I am also having a similar unsightly antialiasing or "ripping" issue
that I was hoping for a solution. I have a jpg in flash that i'm
skewing and distorting while animating. The combination of these
effects is causing a very noticeable ripping artifact in the image
where it looks as if the image is literally breaking apart and not
being able to catch up to the animation.
Does anyone know or have a proper sample of a technique to avoid
this? Smoothing on, of course...anything else?
-lm
On Feb 5, 2007, at 3:27 AM, Zeh Fernando wrote:
I guess an algorithm could be conceived that would somehow infer
sub-pixel
values, but this feels like it would be unnecessary faff, and very
slow.
Anyone know of a quick-and-dirty way of smoothing a bitmap? I
guess I could
render at a higher resolution than needed and scale down, to mimic
calculating sub-pixels, but that also feels inefficient. There
must be a
clever cheaty way of doing this?
From what I know, rendering at a higher size then scaling is the
only correct way; it's more or less what 3d cards do when rendering
antialias on games.
All "antialiasing" techniques that take an image into account and
try to create antialias out of thin air will just be different
blurring techniques and will fail under certain specific
situations. If you only have 'rounded' linear art as the example
you linked to this might be feasible as you won't have to worry
abour corners, so blurring + a few different threshold levels will
create some nice antialias for you... but I personally think
rendering at a higher size then scaling would be faster.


* INSTRUCTIONS TO FOLLOW
Keep every line in which "capacitor" occurs and drop the rest of the data.
== INPUT RECORDS
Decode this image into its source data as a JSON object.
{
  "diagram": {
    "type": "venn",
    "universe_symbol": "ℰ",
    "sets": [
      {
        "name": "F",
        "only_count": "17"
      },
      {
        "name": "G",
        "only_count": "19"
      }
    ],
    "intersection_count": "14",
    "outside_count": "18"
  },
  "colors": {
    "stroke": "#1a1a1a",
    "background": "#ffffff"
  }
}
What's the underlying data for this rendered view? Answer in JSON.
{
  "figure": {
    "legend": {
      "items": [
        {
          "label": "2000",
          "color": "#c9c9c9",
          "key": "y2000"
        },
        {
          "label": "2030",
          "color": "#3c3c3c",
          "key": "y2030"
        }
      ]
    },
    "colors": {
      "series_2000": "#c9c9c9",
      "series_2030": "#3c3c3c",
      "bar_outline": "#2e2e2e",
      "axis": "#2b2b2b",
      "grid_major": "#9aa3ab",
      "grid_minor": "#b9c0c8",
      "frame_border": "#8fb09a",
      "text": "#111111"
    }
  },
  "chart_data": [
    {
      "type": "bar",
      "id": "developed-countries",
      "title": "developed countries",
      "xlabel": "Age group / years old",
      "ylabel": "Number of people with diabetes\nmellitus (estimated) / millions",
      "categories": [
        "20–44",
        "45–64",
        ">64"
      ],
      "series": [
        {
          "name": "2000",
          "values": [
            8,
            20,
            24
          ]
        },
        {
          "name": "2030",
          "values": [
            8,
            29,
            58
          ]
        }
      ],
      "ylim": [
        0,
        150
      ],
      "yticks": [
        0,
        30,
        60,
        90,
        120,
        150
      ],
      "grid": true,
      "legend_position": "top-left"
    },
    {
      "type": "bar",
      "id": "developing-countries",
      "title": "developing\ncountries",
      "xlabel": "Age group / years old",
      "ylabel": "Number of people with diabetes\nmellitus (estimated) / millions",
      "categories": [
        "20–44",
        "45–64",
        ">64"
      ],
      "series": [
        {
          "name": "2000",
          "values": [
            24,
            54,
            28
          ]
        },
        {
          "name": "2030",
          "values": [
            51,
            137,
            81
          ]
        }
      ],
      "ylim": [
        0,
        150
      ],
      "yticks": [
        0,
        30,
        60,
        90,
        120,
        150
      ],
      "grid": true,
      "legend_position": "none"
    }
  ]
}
====
== INPUT RECORDS
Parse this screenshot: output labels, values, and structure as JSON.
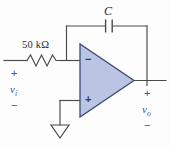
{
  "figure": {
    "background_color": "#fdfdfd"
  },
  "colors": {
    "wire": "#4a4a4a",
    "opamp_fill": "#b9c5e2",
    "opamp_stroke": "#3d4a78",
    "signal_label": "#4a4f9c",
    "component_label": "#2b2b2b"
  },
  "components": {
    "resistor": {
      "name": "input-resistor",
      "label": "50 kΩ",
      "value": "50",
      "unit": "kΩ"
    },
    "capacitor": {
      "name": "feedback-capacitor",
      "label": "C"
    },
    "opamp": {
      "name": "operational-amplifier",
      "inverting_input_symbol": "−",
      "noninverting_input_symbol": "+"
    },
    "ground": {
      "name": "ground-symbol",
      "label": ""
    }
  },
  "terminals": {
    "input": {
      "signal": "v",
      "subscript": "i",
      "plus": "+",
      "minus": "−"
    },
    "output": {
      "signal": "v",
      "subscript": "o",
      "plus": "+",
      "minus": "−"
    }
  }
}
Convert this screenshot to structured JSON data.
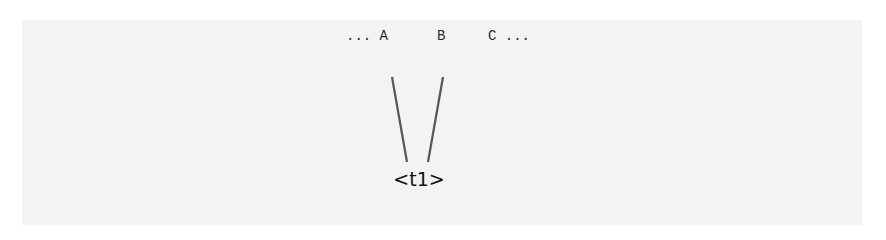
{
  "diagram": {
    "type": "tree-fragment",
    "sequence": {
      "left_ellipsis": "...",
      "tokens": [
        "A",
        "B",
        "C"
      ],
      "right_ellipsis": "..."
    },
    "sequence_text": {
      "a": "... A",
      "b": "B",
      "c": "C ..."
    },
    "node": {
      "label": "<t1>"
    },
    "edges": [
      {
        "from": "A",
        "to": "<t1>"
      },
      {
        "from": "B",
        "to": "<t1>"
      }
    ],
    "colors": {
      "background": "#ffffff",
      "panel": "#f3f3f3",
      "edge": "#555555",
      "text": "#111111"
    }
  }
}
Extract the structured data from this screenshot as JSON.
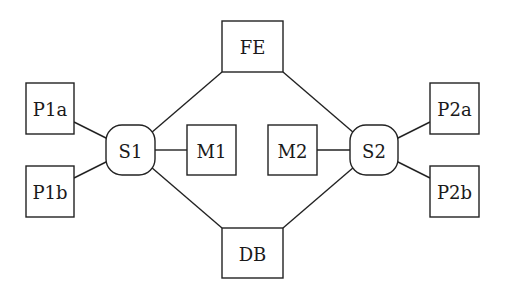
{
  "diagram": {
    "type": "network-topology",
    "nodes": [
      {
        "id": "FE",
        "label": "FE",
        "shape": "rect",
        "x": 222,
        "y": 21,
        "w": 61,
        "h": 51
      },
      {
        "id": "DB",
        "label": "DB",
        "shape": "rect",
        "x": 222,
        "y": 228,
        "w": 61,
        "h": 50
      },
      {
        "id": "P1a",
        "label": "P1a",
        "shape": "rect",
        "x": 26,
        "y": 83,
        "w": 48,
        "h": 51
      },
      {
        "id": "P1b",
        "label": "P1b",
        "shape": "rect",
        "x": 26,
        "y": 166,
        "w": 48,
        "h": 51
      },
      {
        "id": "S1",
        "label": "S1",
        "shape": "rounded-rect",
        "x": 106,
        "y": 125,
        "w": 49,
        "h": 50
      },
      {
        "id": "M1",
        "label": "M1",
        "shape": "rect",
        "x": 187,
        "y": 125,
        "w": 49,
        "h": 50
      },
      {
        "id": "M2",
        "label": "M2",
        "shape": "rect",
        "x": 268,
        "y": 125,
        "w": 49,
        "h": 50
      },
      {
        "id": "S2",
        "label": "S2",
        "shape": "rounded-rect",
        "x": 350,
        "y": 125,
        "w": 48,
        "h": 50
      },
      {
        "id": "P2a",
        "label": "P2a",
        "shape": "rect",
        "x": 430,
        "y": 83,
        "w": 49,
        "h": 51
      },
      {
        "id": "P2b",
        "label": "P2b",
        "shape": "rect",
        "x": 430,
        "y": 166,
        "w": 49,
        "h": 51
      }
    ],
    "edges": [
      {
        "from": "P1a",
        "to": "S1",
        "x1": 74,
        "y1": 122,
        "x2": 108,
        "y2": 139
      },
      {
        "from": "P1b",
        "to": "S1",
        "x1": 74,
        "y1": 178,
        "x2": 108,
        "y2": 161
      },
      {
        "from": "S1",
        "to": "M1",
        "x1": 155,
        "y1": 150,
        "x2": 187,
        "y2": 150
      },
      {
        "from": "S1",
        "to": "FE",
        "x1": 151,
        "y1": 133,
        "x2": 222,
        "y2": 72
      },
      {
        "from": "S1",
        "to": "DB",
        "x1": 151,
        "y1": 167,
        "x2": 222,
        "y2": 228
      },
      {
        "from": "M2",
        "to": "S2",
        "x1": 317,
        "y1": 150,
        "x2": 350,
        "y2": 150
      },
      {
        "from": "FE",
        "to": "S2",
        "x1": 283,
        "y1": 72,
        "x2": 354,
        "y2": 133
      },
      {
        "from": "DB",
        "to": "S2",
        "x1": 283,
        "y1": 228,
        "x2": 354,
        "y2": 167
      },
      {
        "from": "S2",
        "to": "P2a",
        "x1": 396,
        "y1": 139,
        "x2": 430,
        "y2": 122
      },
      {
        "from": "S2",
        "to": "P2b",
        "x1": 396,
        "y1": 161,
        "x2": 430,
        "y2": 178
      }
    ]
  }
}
====
== INPUT RECORDS
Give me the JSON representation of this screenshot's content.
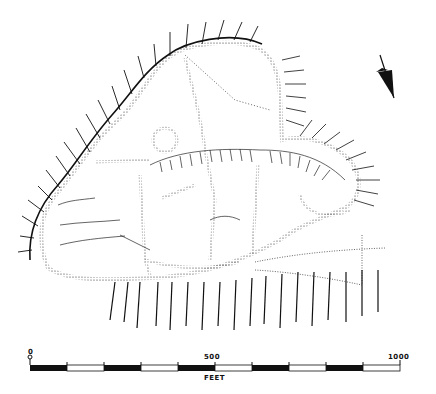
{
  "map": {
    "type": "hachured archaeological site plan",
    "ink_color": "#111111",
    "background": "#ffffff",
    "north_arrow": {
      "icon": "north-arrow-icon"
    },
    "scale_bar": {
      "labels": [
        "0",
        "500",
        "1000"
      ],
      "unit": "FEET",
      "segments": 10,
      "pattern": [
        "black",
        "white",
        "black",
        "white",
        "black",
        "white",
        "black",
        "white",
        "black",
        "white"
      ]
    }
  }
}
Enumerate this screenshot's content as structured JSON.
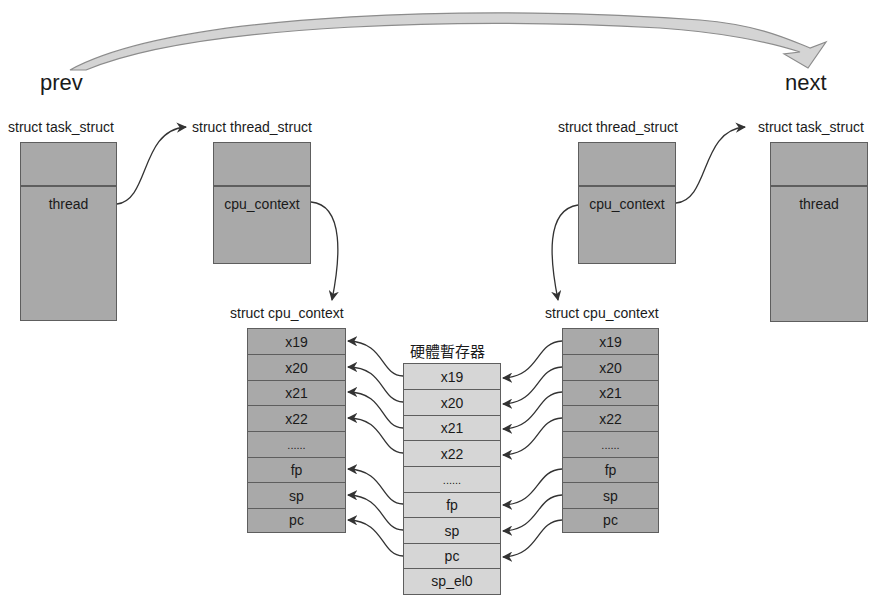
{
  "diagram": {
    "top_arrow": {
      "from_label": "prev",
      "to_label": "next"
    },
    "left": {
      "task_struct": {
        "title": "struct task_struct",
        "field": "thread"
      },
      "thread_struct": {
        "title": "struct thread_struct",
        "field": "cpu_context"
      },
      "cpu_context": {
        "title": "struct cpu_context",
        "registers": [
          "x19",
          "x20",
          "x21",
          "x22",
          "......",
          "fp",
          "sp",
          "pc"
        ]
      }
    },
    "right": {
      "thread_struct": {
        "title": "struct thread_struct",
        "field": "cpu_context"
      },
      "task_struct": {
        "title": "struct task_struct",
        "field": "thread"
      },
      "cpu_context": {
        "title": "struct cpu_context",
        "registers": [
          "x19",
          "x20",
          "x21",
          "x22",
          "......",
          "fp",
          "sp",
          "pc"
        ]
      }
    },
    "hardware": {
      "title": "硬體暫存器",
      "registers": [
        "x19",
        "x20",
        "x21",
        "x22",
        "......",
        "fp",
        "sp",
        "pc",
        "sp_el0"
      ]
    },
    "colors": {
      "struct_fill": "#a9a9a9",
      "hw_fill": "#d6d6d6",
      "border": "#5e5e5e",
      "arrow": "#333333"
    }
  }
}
====
* EXPECTED ANSWER
    "capacitor": {
      "name": "feedback-capacitor",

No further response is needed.